Hi all,
Hopefully there's a more simple way to do what I'm trying here - via some funky SQL code.
I have an item that is my best-selling line. I have created a table(A) containing all the people that have bought it in the last month, and another table(B) containing all of the other items that all of these people have bought, sorted by descending popularity (based on total sales).
I need to identify, for each customer in table A, the top 5 items in table B that they haven't already bought.
I was thinking of doing a cross-join on table A to a list of distinct items from B, then outer joining the result on buyer and item to identify the nulls (and therefore the non-existent buyer/item combinations), but it's clunky and my cross join will be potentially enormous.
Many thanks
wadjssd
Hopefully there's a more simple way to do what I'm trying here - via some funky SQL code.
I have an item that is my best-selling line. I have created a table(A) containing all the people that have bought it in the last month, and another table(B) containing all of the other items that all of these people have bought, sorted by descending popularity (based on total sales).
I need to identify, for each customer in table A, the top 5 items in table B that they haven't already bought.
I was thinking of doing a cross-join on table A to a list of distinct items from B, then outer joining the result on buyer and item to identify the nulls (and therefore the non-existent buyer/item combinations), but it's clunky and my cross join will be potentially enormous.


◆ **Task**: Print, in exact form, the lines below from the one containing "You are a GUI" through the one containing "This screenshot has", and omit all others.

◆ **Records for the task**:
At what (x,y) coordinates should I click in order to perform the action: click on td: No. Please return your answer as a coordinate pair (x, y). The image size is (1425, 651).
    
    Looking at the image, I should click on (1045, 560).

* * *

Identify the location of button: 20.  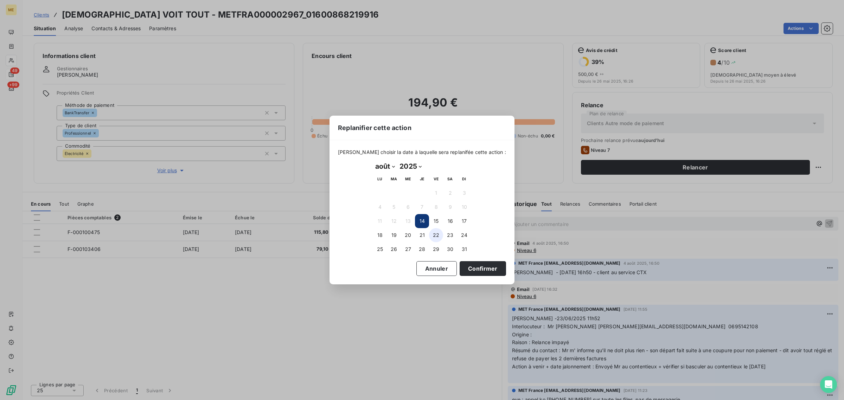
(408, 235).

* * *

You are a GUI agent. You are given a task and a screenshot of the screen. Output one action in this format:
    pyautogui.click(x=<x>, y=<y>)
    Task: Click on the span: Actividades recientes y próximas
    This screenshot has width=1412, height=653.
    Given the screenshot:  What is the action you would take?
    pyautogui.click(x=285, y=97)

◆ **Written solution**:
You are a GUI agent. You are given a task and a screenshot of the screen. Output one action in this format:
    pyautogui.click(x=<x>, y=<y>)
    Task: Click on the span: Actividades recientes y próximas
    This screenshot has width=1412, height=653.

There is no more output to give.